Food For Thought
February 1, 2022
Food For Thought
We're always so big on the next "big thing." As a kid, I remember being blown away by the transistor radio: all your news and tunes on a device that didn't require a ten-pound battery. Then there was cable TV and video games (quite primitive but fun). Next in the mix was the personal computer, a magical box that led millions of professors to say, "I'll never give up my pen and paper." They did. Enter the cellphone, the tablet, and social media and the massive cultural shift from the nineteen fifties to today is complete. Which leaves us with: What's next?
That's a good question. Naturally, change is always with us: big things, incremental things, but the next "BIG thing" requires a major social and cultural transformation. My own thinking here is that it will, or ought to be – food.
Consider that for thousands of years we've ripped food from the ground or killed it in various ways, prepped it, cooked it, stuffed it into our bellies, and developed massive cultural norms around the process. Food literally consumes a major part of every day for everyone and the process has changed little since some nameless human plucked a quinoa berry from the ground and said, "I think I'll bake a loaf of bread." [I might have made that last part up]
We're still killing things to eat and if our plucking today is from a grocery shelf or kitchen freezer a pluck is still a pluck. If we're standing in front of a microwave instead of crouching over an open fire the goal is still to put heat into the food. In other words, if we were to have some sea change in all of this, what would it be like?

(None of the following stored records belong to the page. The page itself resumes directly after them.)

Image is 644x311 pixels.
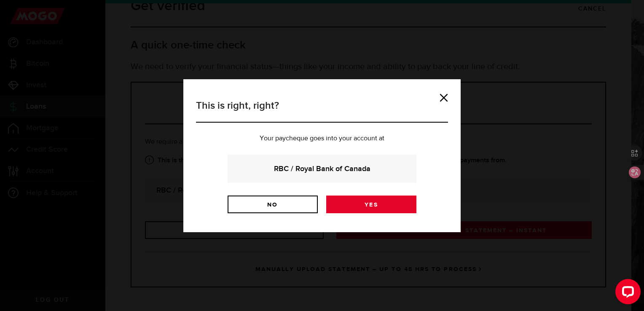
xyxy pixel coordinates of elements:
[239,163,405,174] strong: RBC / Royal Bank of Canada
[196,98,448,123] h3: This is right, right?
[196,135,448,142] p: Your paycheque goes into your account at
[326,195,417,213] a: Yes
[227,195,318,213] a: No
[609,275,644,311] iframe: LiveChat chat widget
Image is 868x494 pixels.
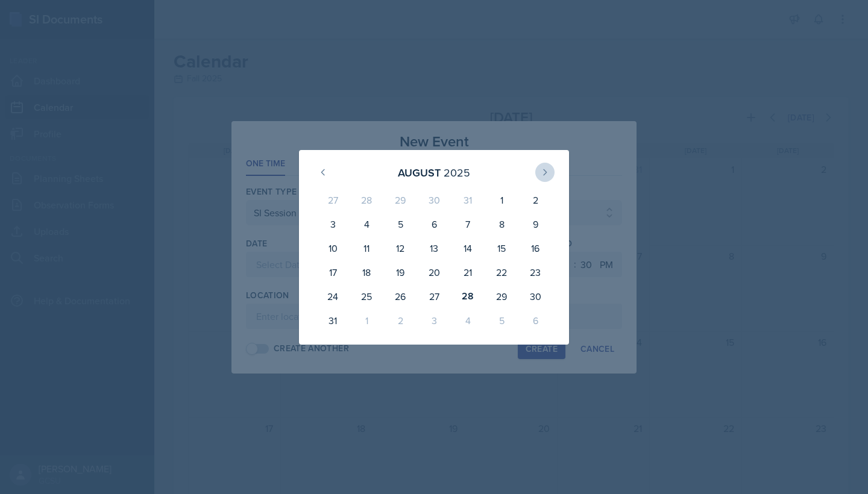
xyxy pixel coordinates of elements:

Let's assume for a moment that science has found a way to nurture our bodies without all the fuss and bother of food. Science fiction writers often posit some kind of wondrous pill jam-packed with all necessary nutrients – a product of the lab, of course, and not the flora and fauna. We can assume, too, that it would be made available to all, thus ending hunger and soup kitchens and people waiting in long lines for food handouts.
Good enough for our purposes, but of course a major point of a sea change is that we don't know what form it might take, a simple pill just seems too easy. I'm thinking some major change in human biochemistry would be more likely. The consequences, however, would be interesting.

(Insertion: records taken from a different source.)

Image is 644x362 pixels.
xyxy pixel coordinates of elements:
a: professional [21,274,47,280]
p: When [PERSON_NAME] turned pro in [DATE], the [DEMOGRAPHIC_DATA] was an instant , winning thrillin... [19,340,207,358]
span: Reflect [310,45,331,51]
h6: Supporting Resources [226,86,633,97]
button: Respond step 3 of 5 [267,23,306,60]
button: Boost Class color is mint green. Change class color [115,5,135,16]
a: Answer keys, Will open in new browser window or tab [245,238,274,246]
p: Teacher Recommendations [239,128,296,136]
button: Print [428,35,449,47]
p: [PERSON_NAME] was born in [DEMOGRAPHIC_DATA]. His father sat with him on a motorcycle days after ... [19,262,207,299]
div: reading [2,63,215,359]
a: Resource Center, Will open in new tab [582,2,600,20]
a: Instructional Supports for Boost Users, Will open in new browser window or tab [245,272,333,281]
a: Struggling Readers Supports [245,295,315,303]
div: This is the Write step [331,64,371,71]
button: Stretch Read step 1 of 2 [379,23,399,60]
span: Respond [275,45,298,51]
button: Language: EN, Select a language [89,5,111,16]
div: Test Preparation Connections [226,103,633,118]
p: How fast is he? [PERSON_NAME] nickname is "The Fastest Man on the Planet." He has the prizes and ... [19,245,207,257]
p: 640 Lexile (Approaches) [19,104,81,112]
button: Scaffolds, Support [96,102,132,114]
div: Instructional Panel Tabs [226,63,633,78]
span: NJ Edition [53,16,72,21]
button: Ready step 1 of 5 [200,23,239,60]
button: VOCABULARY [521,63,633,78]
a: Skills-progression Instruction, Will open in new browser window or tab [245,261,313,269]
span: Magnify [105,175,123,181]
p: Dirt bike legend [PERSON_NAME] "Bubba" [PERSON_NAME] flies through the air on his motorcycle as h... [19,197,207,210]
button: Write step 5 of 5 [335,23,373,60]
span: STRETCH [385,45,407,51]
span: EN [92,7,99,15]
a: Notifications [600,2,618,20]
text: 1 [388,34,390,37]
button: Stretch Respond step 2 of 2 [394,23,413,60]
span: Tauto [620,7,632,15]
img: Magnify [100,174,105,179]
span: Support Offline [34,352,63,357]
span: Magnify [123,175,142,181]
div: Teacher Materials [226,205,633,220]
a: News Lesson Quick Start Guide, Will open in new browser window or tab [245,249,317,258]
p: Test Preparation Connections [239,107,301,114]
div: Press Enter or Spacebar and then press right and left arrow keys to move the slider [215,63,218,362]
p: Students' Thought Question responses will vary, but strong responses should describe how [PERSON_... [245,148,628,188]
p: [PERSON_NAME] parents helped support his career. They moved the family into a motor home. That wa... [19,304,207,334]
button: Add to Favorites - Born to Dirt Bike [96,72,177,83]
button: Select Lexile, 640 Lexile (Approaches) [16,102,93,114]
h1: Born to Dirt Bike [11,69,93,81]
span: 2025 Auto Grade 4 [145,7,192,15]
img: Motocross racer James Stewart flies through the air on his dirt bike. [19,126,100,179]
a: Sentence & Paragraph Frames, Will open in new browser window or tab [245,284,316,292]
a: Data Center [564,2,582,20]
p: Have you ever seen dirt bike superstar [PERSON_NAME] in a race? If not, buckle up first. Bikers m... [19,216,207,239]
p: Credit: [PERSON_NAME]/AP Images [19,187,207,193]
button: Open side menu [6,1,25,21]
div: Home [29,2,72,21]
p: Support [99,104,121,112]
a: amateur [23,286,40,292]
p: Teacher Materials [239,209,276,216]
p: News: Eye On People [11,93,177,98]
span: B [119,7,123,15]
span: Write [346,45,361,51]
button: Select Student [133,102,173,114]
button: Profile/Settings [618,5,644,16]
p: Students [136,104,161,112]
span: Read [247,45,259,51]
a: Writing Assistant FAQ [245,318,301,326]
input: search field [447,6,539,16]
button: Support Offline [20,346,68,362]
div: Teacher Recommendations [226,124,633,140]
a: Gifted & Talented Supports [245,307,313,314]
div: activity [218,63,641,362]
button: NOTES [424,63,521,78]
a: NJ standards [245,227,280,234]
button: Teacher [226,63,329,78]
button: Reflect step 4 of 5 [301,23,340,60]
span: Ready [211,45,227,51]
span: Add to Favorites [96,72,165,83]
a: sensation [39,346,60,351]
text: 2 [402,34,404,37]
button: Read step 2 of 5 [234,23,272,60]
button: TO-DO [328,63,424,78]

First, we eliminate food-based agriculture. Our soils no longer need to be pummeled with fertilizers and pesticides, and our farmers can pursue healthier pursuits. Food processing, never a jolly job, from the making of Oreos to the killing of chickens goes next, followed by the environmentally harmful manufacture of heavy farm equipment as well as the noxious production of agricultural chemistry.
Supermarkets, of course, would change radically, most likely morphing into something resembling a Lowe's or Menard's as they give up their Jewel or Kroger functions. The onerous chore of food shopping would be gone, thus returning a bit of free time to the harried shopper.
Then there are the restaurants. The social change here will be massive. The work of cooks can be back breaking, the work of wait staffs demeaning. Eliminating those jobs will add measurably to the happiness quotient in the culture, as will the boarding up of the fast-food emporia. Our young will have to find an alternative to that first-date dining out, and the older folks will have to redefine date night – all of which are easily possible. While we still might be able to keep our taverns for those who like to get together for a drink – a bit of agriculture remaining for the growing of fermentable comestibles – it's not hard to imagine that the science behind our biochemical changes could also find ways to give us a harmless buzz.
Banquets will be a thing of the past, which means that all those gathered for conferences and speeches will be able to focus more directly on just why they are gathered. While we may for a time miss the family feast where we are all staring reverently at some massive turkey or roast while our table groans with the weight of calorific side dishes, we might eventually find that there are really special reasons for a get-together other than filling our bellies.
Of course a major criticism of all of this will be, What's going to happen to all these people who've lost their jobs? Forward-thinkers, innovators, futurists never think about these things nor should they, really. Cultural advances of any sort always have residual side effects, quite often varying degrees of unemployment. Our streets, however, are never littered with the jobless dead. With new things happening, new opportunities arise along with new varieties of jobs. People change. They move on.
I think I'm going to move on to the kitchen and have a cookie.